Friday, May 22, 2009

Fight the Big Fight, CTA

You and I pay our taxes dutifully whether we have a good year or bad year, but California corporations only pay meaningful taxes (more than the minimal franchise tax) if they show a profit. And it only takes a few accounting tricks to erase a profit. Angry? Me, too. Now, let’s organize.

With estimates of this year’s budget deficit soaring to $24 Billion, state legislators are already shredding every bit of human decency and good government that is left in the state budget. California needs a fair tax policy and a new budget process. CTA is the organization that must lead the fight.

We can almost repeat like a mantra the things that are wrong with California’s political process: two-thirds budget requirement --  two-thirds local property tax approval requirement, Prop. 13, and no taxes on internet sales --  all wound up in an impossible constitution. The truth is that CTA can’t defend public education unless we fight for fair taxes and a fair budget process in California.

Of course, the anti-tax crowd is big and powerful. Beyond the Republicans in the legislature and the Howard Jarvis people who brought us Prop. 13, California corporations have been benefiting from our broken budget process and maligned tax policies for years, and won’t give up their legalized thievery willingly.  San Francisco Assessor Phil Ting wrote that the property tax contributions from corporations have declined steadily and dramatically since Prop. 13 was passed.   Meanwhile, the California Budget Project shows that both corporate income tax collections and the state sales tax collections have been steadily declining.

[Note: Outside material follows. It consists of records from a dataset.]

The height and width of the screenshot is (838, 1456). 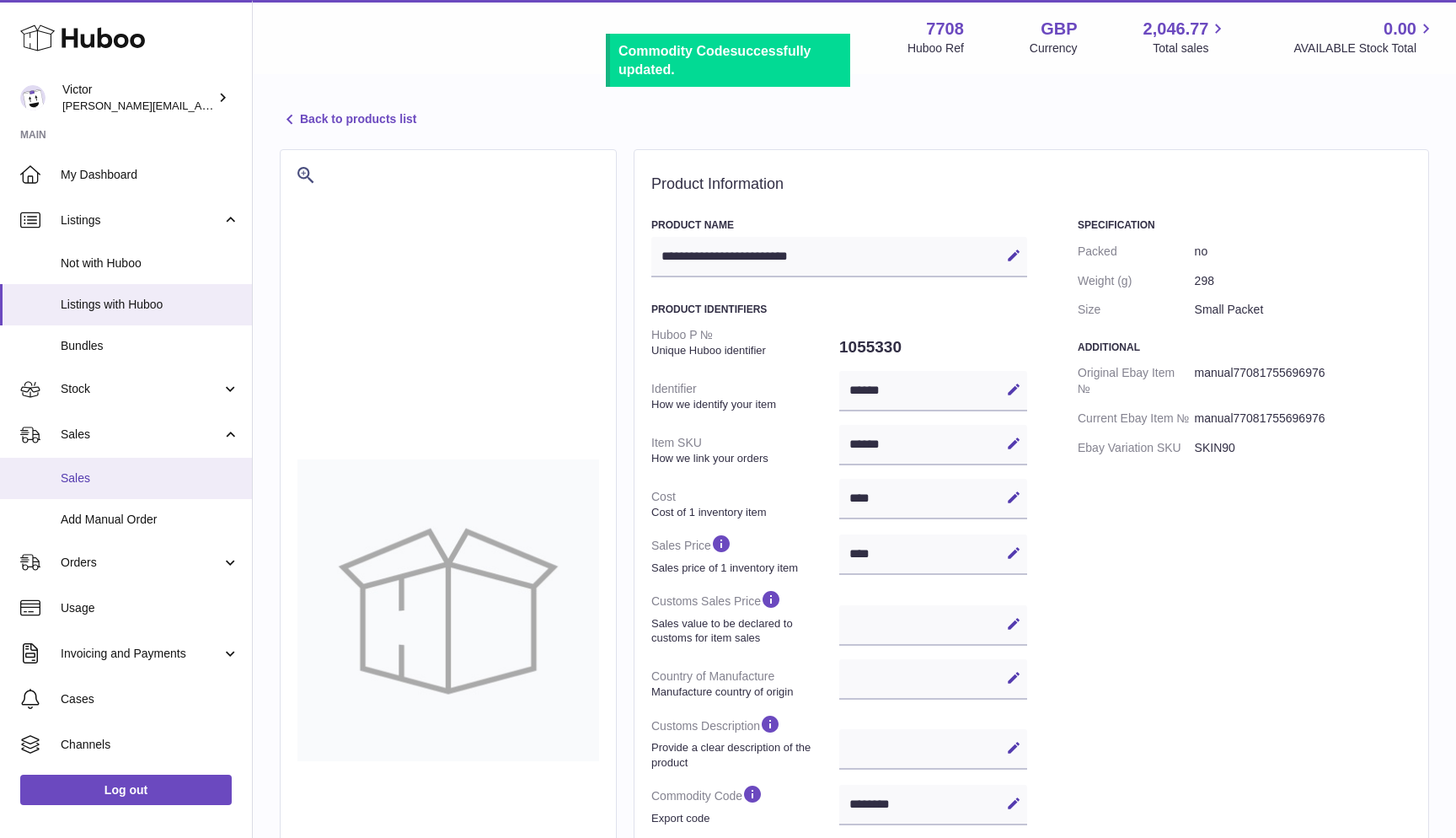 What do you see at coordinates (1303, 447) in the screenshot?
I see `dd: SKIN90` at bounding box center [1303, 447].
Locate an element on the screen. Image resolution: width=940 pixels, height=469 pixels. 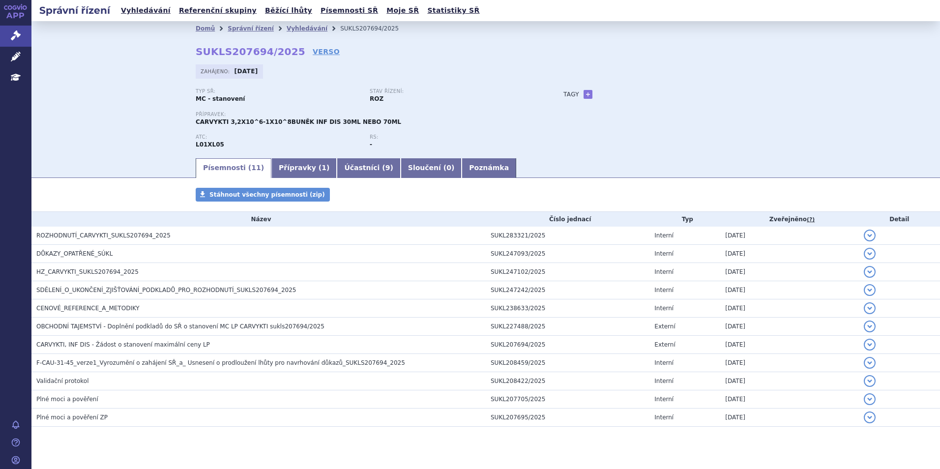
a: VERSO is located at coordinates (326, 52).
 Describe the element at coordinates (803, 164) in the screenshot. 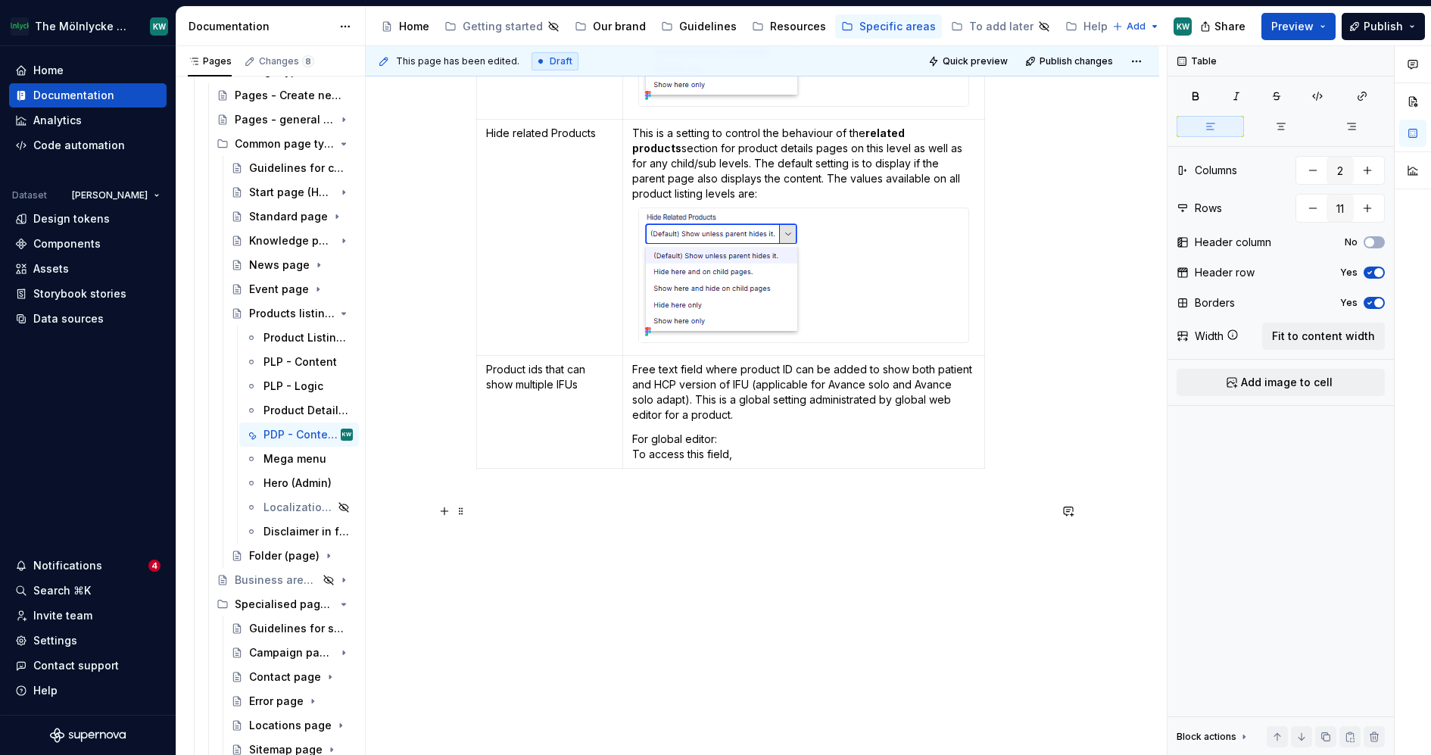

I see `p: This is a setting to control the behaviour of the section for product details pages on this level...` at that location.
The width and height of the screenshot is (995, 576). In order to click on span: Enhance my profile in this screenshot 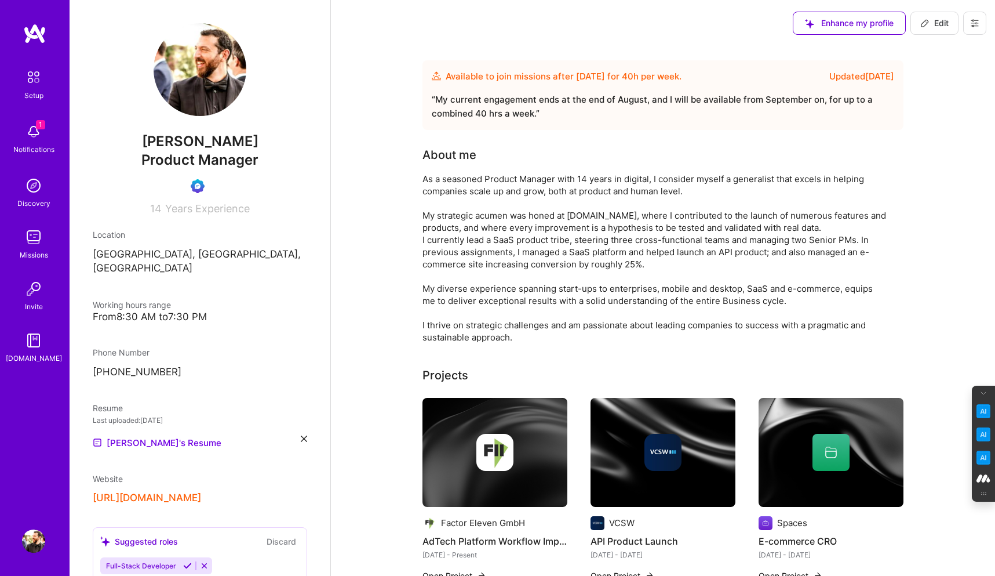, I will do `click(849, 23)`.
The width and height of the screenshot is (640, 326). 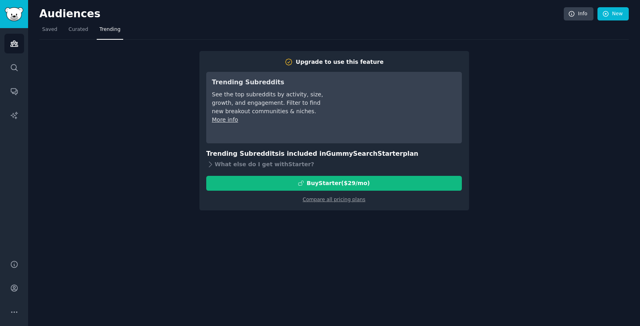 What do you see at coordinates (268, 103) in the screenshot?
I see `div: See the top subreddits by activity, size, growth, and engagement. Filter to find new breakout com...` at bounding box center [268, 103].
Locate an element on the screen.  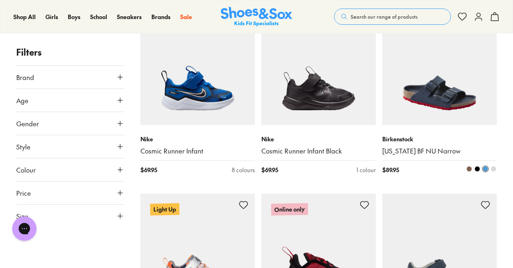
button: Gender is located at coordinates (70, 123).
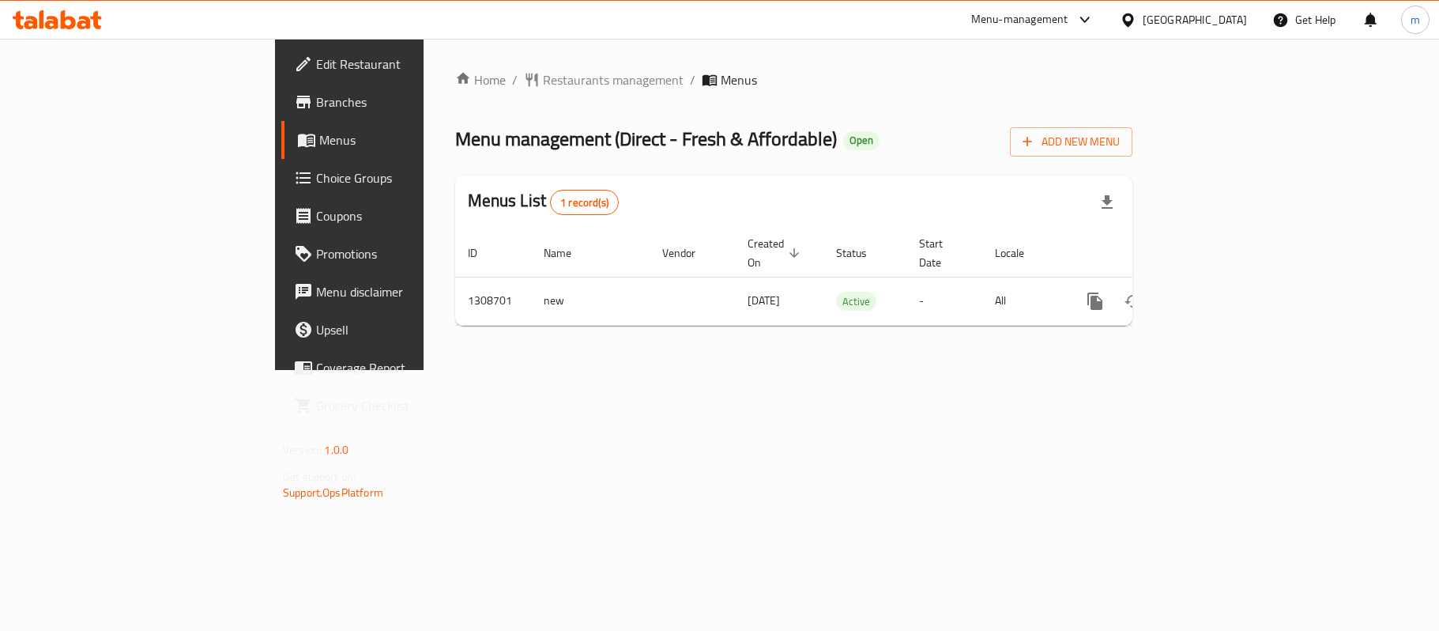 The width and height of the screenshot is (1439, 631). What do you see at coordinates (861, 140) in the screenshot?
I see `span: Open` at bounding box center [861, 140].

CTA might be the only statewide organization that has a strong enough core of local activists and staff in every community to take on these anti-taxers. With the strength of this grassroots base added to its powerful media and lobbying machine, CTA can move a political agenda like no other organization in the State -- if the fight strikes a chord with members.

The good news is that we have the moral high ground here. How can a state with so much accumulated wealth fail to provide quality education, health care, housing and transportation to all of its people? But we have to act fast to solidify our base of supportive legislators, then go on the attack and expose every indecent loophole and dysfunctional mandate in California’s budget process. One thing that is clear, there are a lot of outraged CTA members who are willing to fight this fight in their local communities. That is the most important asset we have.

Our state does not have to be broken. The fundamental fight on California’s tax policy is more important to teachers in California than any policy-wonk assessment-and-curriculum discussions being heard by any legislative committee.

For the sake or our schools, as well as our transportation systems, hospitals, senior care networks and the well being of our environment, the people of California need CTA to lead a fair tax and good government fight.